AIFS Seminar presented by Emeritus Professor Dorothy Scott OAM
Seminar summary written by Lalitha Nair1
Emeritus Professor Dorothy Scott’s presentation at the AIFS Seminar Series offered a timely and insightful analysis of the challenges and avenues for reform in the child protection sector in Australia.
The presentation drew upon the numerous inquiries and reviews that Professor Scott has conducted – including Protecting Victoria’s Vulnerable Children Inquiry in 2011, which investigated the child protection system in Victoria.
Professor Scott outlined a number of compelling reasons for immediate reforms in the child protection sector:
- The prevalence estimates of child physical abuse, penetrative sexual abuse and children witnessing domestic violence remain alarmingly high.

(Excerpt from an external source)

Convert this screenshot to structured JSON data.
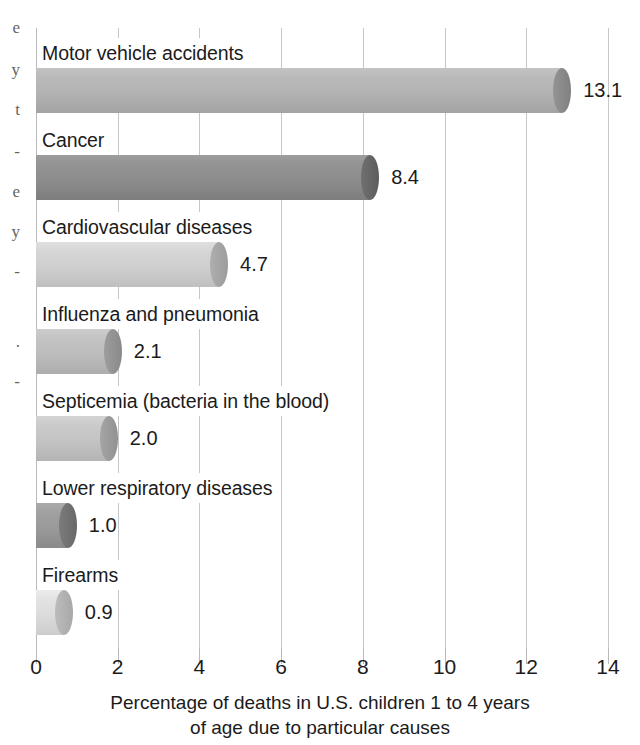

- The long-term effects of child abuse can devastate lives.
- Demand has outstripped capacity of statutory child protection systems. The large numbers of children in contact with the child protection system make it difficult to respond effectively to the small minority of children with the greatest need. There is a similar pressure on the out-of-home care system.
- Although removing children from their families may be needed to ensure safety, it should be undertaken with caution, as removal can pose serious long-term risks to children’s wellbeing.
The presentation raised pertinent questions that the sector will need to consider to be able to respond to children’s needs effectively.
The co-occurrence and frequency of factors such as family violence, substance misuse and mental illness, the “unholy trinity” as Professor Scott described them, highlight the multiple and complex needs of families that enter the child protection system.
The strong association between child protection involvement and the complex needs of families in turn highlights a major challenge in child protection – breaking the link between adults’ problems and children’s pain. This would mean enhancing the capabilities of specialist adult services to take a broader role in responding to the needs of children of parents in contact with other support services.
Professor Scott described the misalignment in the service response to the needs of families, with the current system organised almost exclusively around single input services. This arrangement compels families with multiple and complex needs to connect with a large number of organisations, which in turn can result in a “revolving door” of referrals and fragmented care.
Moving to a child and family inclusive practice model requires service reform at three levels – workforce development in terms of values, knowledge and skills, organisational setting and the policy context that mandates the practice. Effective collaboration between adult specialist services and the child and family services sector would be another vital step to enhance the capacity of services to respond to both child protection and parental needs.
Professor Scott argued that the type of reform the child protection sector needs is one that would restrict the Statutory Child Protection Service to only those children who require a forensic investigation and possible placement in out-of-home care.
While there are isolated exemplars of best practice in the sector, Professor Scott emphasised that the problem of child abuse and neglect will not be solved by service solutions alone. There is an urgent need for population-level approaches to tackle identified risk factors, such as parental alcohol misuse, and to promote protective factors such as parent-child attachment and social support.
Presentation slides, audio and a transcript are available from the AIFS website.
You can access the report of the Protecting Victoria’s Vulnerable Children Inquiry here.
1. Lalitha Nair is a Research Officer at the Australian Institute of Family Studies.